The following additional sections of the British note are quoted for the Department’s information:

“Consideration is now being given to the revival of whaling after the war, more especially from the point of view of the restrictions imposed by the existing international agreement. The whaling industry have suggested that, in the interests of the food supply of the world and especially the shortage of whale oil, whaling should be started and prosecuted to the fullest extent as soon as possible after the termination of hostilities, and they have even urged that the United Kingdom should denounce the agreement (as they can do prior to the 1st January in any one year) without prejudice to its resuscitation as soon as opportunity offers.

The United Kingdom (and in this they are known to be supported by Norway, the other great whaling country) are absolutely opposed to the denunciation of the international agreement, because in their view it would be extremely difficult to revive again after the war an agreement which was primarily designed to preserve the future stocks of whales.
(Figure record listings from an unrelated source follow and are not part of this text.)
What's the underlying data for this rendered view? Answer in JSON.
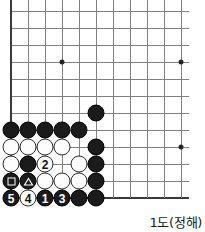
{
  "diagram": {
    "kind": "go-board-problem",
    "caption": "1도(정해)",
    "geometry": {
      "origin_x": 11,
      "origin_y": 11,
      "cell": 17,
      "cols": 11,
      "rows": 11,
      "left_edge_col": 1,
      "bottom_edge_row": 11
    },
    "hoshi": [
      {
        "col": 4,
        "row": 4
      },
      {
        "col": 11,
        "row": 4
      },
      {
        "col": 11,
        "row": 9
      }
    ],
    "stones": [
      {
        "col": 6,
        "row": 7,
        "color": "black",
        "label": "",
        "mark": ""
      },
      {
        "col": 1,
        "row": 8,
        "color": "black",
        "label": "",
        "mark": ""
      },
      {
        "col": 2,
        "row": 8,
        "color": "black",
        "label": "",
        "mark": ""
      },
      {
        "col": 3,
        "row": 8,
        "color": "black",
        "label": "",
        "mark": ""
      },
      {
        "col": 4,
        "row": 8,
        "color": "black",
        "label": "",
        "mark": ""
      },
      {
        "col": 5,
        "row": 8,
        "color": "black",
        "label": "",
        "mark": ""
      },
      {
        "col": 1,
        "row": 9,
        "color": "white",
        "label": "",
        "mark": ""
      },
      {
        "col": 2,
        "row": 9,
        "color": "white",
        "label": "",
        "mark": ""
      },
      {
        "col": 3,
        "row": 9,
        "color": "white",
        "label": "",
        "mark": ""
      },
      {
        "col": 4,
        "row": 9,
        "color": "white",
        "label": "",
        "mark": ""
      },
      {
        "col": 6,
        "row": 9,
        "color": "black",
        "label": "",
        "mark": ""
      },
      {
        "col": 1,
        "row": 10,
        "color": "white",
        "label": "",
        "mark": ""
      },
      {
        "col": 2,
        "row": 10,
        "color": "black",
        "label": "",
        "mark": ""
      },
      {
        "col": 3,
        "row": 10,
        "color": "white",
        "label": "2",
        "mark": ""
      },
      {
        "col": 5,
        "row": 10,
        "color": "white",
        "label": "",
        "mark": ""
      },
      {
        "col": 6,
        "row": 10,
        "color": "black",
        "label": "",
        "mark": ""
      },
      {
        "col": 1,
        "row": 11,
        "color": "black",
        "label": "",
        "mark": "square"
      },
      {
        "col": 2,
        "row": 11,
        "color": "black",
        "label": "",
        "mark": "triangle"
      },
      {
        "col": 3,
        "row": 11,
        "color": "white",
        "label": "",
        "mark": ""
      },
      {
        "col": 4,
        "row": 11,
        "color": "white",
        "label": "",
        "mark": ""
      },
      {
        "col": 5,
        "row": 11,
        "color": "white",
        "label": "",
        "mark": ""
      },
      {
        "col": 6,
        "row": 11,
        "color": "black",
        "label": "",
        "mark": ""
      },
      {
        "col": 1,
        "row": 12,
        "color": "black",
        "label": "5",
        "mark": ""
      },
      {
        "col": 2,
        "row": 12,
        "color": "white",
        "label": "4",
        "mark": ""
      },
      {
        "col": 3,
        "row": 12,
        "color": "black",
        "label": "1",
        "mark": ""
      },
      {
        "col": 4,
        "row": 12,
        "color": "black",
        "label": "3",
        "mark": ""
      },
      {
        "col": 5,
        "row": 12,
        "color": "black",
        "label": "",
        "mark": ""
      },
      {
        "col": 6,
        "row": 12,
        "color": "black",
        "label": "",
        "mark": ""
      }
    ]
  }
}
This is an especially important consideration because Japan, who were building up a whaling industry some years before [Page 1139] the war, were never parties to the international agreement, although at the 1939 conference they agreed to become participants at the end of that year: At a later stage after the war in Europe had broken out they decided to withhold participation.
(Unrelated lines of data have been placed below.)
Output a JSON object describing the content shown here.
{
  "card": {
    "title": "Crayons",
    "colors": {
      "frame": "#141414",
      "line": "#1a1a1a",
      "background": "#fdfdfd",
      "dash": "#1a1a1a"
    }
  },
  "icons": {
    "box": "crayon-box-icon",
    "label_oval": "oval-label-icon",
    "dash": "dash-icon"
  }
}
It is important, however, that whaling should be resumed as soon as war conditions permit wtih a view to obtaining the maximum supplies of whale oil to replenish the present stocks, which are rapidly becoming exhausted, and, with that end in view, the position has been examined by the Departments of the United Kingdom concerned to see if there are any directions in which the international agreement could, by mutual consent and as a purely temporary measure be safely modified without imperilling the position. An invitation was accordingly sent by the Foreign Office to, inter alia, the British Ambassador in Washington on 11th March 1943, inviting the United States of America Government to participate in a whaling conference, which it was then contemplated would be held towards the end of that month …19

It should be clearly understood that the proposals for discussion at the suggested conference would be merely temporary modifications of the existing whaling agreements in order to meet the wholly abnormal circumstances which will exist at the termination of the war. Any modifications agreed on at the conference would operate only during the first season in which whaling operations are resumed (or at most the first two seasons). If it should be found that the acute shortage of whale oil continues for a longer period and that the number of expeditions available remains small, it might be desirable to extend the modifications for another season, but this would be possible only by agreement reached at a subsequent conference. In the absence of any such agreement the conditions imposed by the whaling agreements of 1937–1939 would again be fully operative (except those that have expired by lapse of time).
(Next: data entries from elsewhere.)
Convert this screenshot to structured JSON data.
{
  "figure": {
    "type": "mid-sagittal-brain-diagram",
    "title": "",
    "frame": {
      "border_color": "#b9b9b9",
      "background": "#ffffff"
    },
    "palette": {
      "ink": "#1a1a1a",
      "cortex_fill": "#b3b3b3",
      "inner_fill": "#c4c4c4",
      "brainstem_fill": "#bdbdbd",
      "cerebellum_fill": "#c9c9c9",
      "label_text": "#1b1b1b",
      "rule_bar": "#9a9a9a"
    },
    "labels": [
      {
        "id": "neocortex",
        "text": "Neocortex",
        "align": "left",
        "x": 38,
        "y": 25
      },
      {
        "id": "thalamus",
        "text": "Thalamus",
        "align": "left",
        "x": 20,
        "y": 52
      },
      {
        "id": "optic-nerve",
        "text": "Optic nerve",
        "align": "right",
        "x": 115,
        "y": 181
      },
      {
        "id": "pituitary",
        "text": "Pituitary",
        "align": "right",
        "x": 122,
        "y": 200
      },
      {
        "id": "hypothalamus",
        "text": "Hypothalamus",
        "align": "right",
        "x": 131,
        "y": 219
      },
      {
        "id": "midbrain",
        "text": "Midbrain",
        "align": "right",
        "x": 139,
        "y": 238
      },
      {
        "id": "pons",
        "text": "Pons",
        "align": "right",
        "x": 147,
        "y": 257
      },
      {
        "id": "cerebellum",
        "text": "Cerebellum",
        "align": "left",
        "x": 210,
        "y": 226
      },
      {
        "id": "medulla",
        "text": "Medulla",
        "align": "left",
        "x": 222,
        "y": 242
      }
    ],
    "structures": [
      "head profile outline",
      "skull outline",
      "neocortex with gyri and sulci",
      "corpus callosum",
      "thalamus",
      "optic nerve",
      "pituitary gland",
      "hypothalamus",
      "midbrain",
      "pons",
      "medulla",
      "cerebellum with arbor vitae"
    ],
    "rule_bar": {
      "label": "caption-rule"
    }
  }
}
It is, in the opinion of the United Kingdom, of the utmost importance that these and other matters should be discussed in anticipation of the revival of whaling operations after the war, and it is equally important that this conference should be held before 1st January 1944, as otherwise the whaling industry will continue to press for a denunciation of the agreement before that date. Indeed, the longer the conference is left in abeyance and the decision of H. M. Government remains uncommunicated to the industry, the stronger will be their plea to scrap every vestige of control, in which case the whale stocks would be vitally affected, as they were being affected before the outbreak of war, owing to the inevitable delay which would occur before a new international whaling agreement could be concluded and ratified.”

In its covering letter the Foreign Office states, “You will see that we are particularly anxious that the conference should be held before January 1, 1944, and I sincerely hope that the United States Government will be able to meet our wishes in this matter.”

Winant
  1. Omission indicated in the original telegram.